Mitchener WG, Nowak MA. Chaos and language. Proc Biol Sci. 2004;271(1540):701-704.
Language is a stream of sound—phonemes, the individual units of speech like the /s/ sound in stream and the /t/ sound that follows it—words, phrases, sentences, and blogs (or, if you prefer, books). Language users manipulate the stream by means of an internal computational system—grammar. Research shows that languages and their grammars, acquired from generation to generation, are stable for about a century. Languages change, of course, but they are marked by relative equilibrium over the course of about 100 years.
Personalize that: One hundred years ago, my grandfather would have been two years old. There’s no question that the English language spoken in his house at that time generally equates with the English language spoken in my house today. Such is English expressing its equilibrium. But it would be wrong, I think, to describe those two instances of English as equable. Even incremental change in language adds up over time. At the end of 100 years, the difference can make quite a difference.
Grimm’s and Verner’s Law detail changes to certain sounds from Indo-European to Germanic languages, changes that are especially relevant for English. Sound shifts can have dramatic effects on a language and can be seen, for example, in the shift from the voiceless stop of the /p/ in Greek pyr (translated = fire) to the voiceless fricative of the /f/ in English fire. The initial consonant changed because, for some reason, the way people pronounced the consonant shifted. Thus, despite a very different look, pyr/fire, this is the same word except for the change from p to f. The similarity is striking if we go back 1300 years or so to Old English, which spelled our modern fire as fyr.
Systematic changes in language, like those described by Grimm’s and Verner’s Law, are unpredictable and unavoidable. Language is, after all, necessarily dynamic, reflecting the nature of its users. Where different languages come into contact with one another, big changes in one or both languages can be expected. Over time, Old English lost case endings on nouns, for example, and this is likely due to contact with Old Norse. Changes may also oscillate: Mitchener and Nowak note, for example, that changes in language morphology follow a pattern:
isolating < agglutinating < inflecting < isolating…
English is coming full circle, changing from inflecting to isolating.
Changes can also enter a language through acquisition errors, or learning errors, in which a child’s acquired grammar does not match the parents’ grammar. Perfectly natural variation in speech pattern or the use of multiple languages in the home environment might trigger learning errors.
In short, Mitchener and Nowak use mathematical models to study language change. What they find is that some language change—such as lention, vowel shifts, and morphology type—arises from reanalysis and variation among speakers and follows regular patterns. But language change is also unpredictable and highly sensitive to perturbations of learning error, borrowed vocabulary, language contact, and so on. Simple errors in learning can lead to complex changes over time. Language, in the Mitchener and Nowak study, is sensitive and stochastic, showing key characteristics of chaotic dynamical systems.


WORK ORDER ▸
Skipping any pictures, give all of the records below again exactly.

Data tied to figure images ▸
⟨

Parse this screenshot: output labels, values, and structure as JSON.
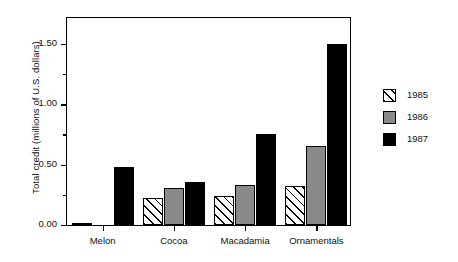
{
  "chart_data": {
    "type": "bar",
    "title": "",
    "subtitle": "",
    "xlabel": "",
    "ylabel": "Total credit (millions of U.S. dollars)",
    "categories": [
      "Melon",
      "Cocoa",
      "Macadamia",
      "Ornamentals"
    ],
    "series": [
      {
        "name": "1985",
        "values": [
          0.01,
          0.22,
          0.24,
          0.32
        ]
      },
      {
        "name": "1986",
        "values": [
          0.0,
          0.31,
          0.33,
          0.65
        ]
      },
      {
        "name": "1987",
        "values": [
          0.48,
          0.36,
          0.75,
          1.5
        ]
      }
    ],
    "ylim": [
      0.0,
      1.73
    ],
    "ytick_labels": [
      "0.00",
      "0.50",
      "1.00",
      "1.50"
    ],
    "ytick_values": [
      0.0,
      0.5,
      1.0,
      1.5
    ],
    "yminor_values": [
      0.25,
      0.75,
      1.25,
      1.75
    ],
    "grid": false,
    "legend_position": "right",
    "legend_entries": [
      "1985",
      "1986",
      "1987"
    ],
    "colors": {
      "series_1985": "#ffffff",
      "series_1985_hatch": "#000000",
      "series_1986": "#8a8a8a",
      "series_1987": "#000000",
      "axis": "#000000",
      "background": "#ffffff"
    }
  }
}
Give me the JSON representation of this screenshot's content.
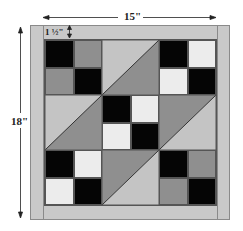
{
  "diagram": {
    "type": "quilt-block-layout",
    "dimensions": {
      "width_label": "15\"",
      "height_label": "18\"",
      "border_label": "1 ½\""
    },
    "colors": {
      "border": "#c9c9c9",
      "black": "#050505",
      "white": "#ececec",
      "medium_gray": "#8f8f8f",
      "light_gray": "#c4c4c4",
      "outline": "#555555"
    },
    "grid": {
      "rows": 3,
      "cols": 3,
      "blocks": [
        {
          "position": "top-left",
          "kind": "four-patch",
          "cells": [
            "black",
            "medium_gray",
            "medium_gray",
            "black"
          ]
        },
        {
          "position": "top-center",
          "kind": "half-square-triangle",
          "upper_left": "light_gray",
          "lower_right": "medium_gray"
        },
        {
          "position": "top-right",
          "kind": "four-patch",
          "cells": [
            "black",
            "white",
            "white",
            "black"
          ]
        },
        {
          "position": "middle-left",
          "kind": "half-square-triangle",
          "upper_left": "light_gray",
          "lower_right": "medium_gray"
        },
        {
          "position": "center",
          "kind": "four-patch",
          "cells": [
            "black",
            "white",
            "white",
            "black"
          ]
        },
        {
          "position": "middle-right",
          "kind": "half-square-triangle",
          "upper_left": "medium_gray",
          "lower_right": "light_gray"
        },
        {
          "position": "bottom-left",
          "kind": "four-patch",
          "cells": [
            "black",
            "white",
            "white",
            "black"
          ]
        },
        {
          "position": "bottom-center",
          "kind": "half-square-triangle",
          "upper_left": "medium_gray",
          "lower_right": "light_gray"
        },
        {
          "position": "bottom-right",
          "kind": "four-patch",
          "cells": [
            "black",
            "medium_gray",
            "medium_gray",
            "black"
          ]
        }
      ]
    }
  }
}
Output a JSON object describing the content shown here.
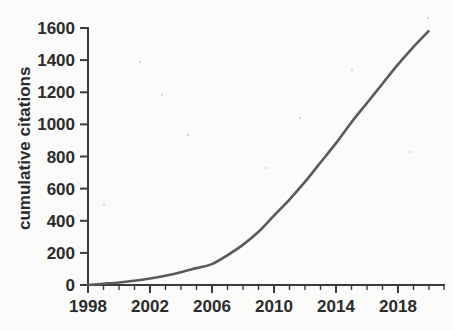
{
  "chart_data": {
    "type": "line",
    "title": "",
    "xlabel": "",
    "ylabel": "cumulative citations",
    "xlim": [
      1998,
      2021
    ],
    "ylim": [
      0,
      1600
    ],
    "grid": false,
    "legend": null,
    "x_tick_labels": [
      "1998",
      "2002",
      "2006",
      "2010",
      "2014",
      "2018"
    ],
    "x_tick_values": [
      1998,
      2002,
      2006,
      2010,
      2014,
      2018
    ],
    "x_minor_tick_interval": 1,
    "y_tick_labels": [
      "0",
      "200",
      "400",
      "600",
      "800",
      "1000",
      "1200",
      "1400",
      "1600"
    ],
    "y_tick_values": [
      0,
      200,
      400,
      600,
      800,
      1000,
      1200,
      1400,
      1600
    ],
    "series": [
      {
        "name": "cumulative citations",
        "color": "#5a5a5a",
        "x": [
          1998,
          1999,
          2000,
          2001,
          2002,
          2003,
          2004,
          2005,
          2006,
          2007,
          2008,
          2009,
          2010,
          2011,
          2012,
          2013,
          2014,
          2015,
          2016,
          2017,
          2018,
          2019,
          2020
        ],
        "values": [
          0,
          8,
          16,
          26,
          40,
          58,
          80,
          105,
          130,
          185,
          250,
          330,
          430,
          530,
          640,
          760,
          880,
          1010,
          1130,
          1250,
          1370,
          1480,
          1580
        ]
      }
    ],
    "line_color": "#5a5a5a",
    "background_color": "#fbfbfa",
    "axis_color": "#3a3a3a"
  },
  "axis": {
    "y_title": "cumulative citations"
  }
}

⟩

FINISHED EXERCISE ▸
Parse this screenshot: output labels, values, and structure as JSON.
{
  "chart_data": {
    "type": "bar",
    "title": "",
    "subtitle": "",
    "xlabel": "",
    "ylabel": "Total credit (millions of U.S. dollars)",
    "categories": [
      "Melon",
      "Cocoa",
      "Macadamia",
      "Ornamentals"
    ],
    "series": [
      {
        "name": "1985",
        "values": [
          0.01,
          0.22,
          0.24,
          0.32
        ]
      },
      {
        "name": "1986",
        "values": [
          0.0,
          0.31,
          0.33,
          0.65
        ]
      },
      {
        "name": "1987",
        "values": [
          0.48,
          0.36,
          0.75,
          1.5
        ]
      }
    ],
    "ylim": [
      0.0,
      1.73
    ],
    "ytick_labels": [
      "0.00",
      "0.50",
      "1.00",
      "1.50"
    ],
    "ytick_values": [
      0.0,
      0.5,
      1.0,
      1.5
    ],
    "yminor_values": [
      0.25,
      0.75,
      1.25,
      1.75
    ],
    "grid": false,
    "legend_position": "right",
    "legend_entries": [
      "1985",
      "1986",
      "1987"
    ],
    "colors": {
      "series_1985": "#ffffff",
      "series_1985_hatch": "#000000",
      "series_1986": "#8a8a8a",
      "series_1987": "#000000",
      "axis": "#000000",
      "background": "#ffffff"
    }
  }
}
Give me the JSON representation of this screenshot's content.
{
  "diagram": {
    "type": "quilt-block-layout",
    "dimensions": {
      "width_label": "15\"",
      "height_label": "18\"",
      "border_label": "1 ½\""
    },
    "colors": {
      "border": "#c9c9c9",
      "black": "#050505",
      "white": "#ececec",
      "medium_gray": "#8f8f8f",
      "light_gray": "#c4c4c4",
      "outline": "#555555"
    },
    "grid": {
      "rows": 3,
      "cols": 3,
      "blocks": [
        {
          "position": "top-left",
          "kind": "four-patch",
          "cells": [
            "black",
            "medium_gray",
            "medium_gray",
            "black"
          ]
        },
        {
          "position": "top-center",
          "kind": "half-square-triangle",
          "upper_left": "light_gray",
          "lower_right": "medium_gray"
        },
        {
          "position": "top-right",
          "kind": "four-patch",
          "cells": [
            "black",
            "white",
            "white",
            "black"
          ]
        },
        {
          "position": "middle-left",
          "kind": "half-square-triangle",
          "upper_left": "light_gray",
          "lower_right": "medium_gray"
        },
        {
          "position": "center",
          "kind": "four-patch",
          "cells": [
            "black",
            "white",
            "white",
            "black"
          ]
        },
        {
          "position": "middle-right",
          "kind": "half-square-triangle",
          "upper_left": "medium_gray",
          "lower_right": "light_gray"
        },
        {
          "position": "bottom-left",
          "kind": "four-patch",
          "cells": [
            "black",
            "white",
            "white",
            "black"
          ]
        },
        {
          "position": "bottom-center",
          "kind": "half-square-triangle",
          "upper_left": "medium_gray",
          "lower_right": "light_gray"
        },
        {
          "position": "bottom-right",
          "kind": "four-patch",
          "cells": [
            "black",
            "medium_gray",
            "medium_gray",
            "black"
          ]
        }
      ]
    }
  }
}
Output a JSON object describing the content shown here.
{
  "chart_data": {
    "type": "line",
    "title": "",
    "xlabel": "",
    "ylabel": "cumulative citations",
    "xlim": [
      1998,
      2021
    ],
    "ylim": [
      0,
      1600
    ],
    "grid": false,
    "legend": null,
    "x_tick_labels": [
      "1998",
      "2002",
      "2006",
      "2010",
      "2014",
      "2018"
    ],
    "x_tick_values": [
      1998,
      2002,
      2006,
      2010,
      2014,
      2018
    ],
    "x_minor_tick_interval": 1,
    "y_tick_labels": [
      "0",
      "200",
      "400",
      "600",
      "800",
      "1000",
      "1200",
      "1400",
      "1600"
    ],
    "y_tick_values": [
      0,
      200,
      400,
      600,
      800,
      1000,
      1200,
      1400,
      1600
    ],
    "series": [
      {
        "name": "cumulative citations",
        "color": "#5a5a5a",
        "x": [
          1998,
          1999,
          2000,
          2001,
          2002,
          2003,
          2004,
          2005,
          2006,
          2007,
          2008,
          2009,
          2010,
          2011,
          2012,
          2013,
          2014,
          2015,
          2016,
          2017,
          2018,
          2019,
          2020
        ],
        "values": [
          0,
          8,
          16,
          26,
          40,
          58,
          80,
          105,
          130,
          185,
          250,
          330,
          430,
          530,
          640,
          760,
          880,
          1010,
          1130,
          1250,
          1370,
          1480,
          1580
        ]
      }
    ],
    "line_color": "#5a5a5a",
    "background_color": "#fbfbfa",
    "axis_color": "#3a3a3a"
  },
  "axis": {
    "y_title": "cumulative citations"
  }
}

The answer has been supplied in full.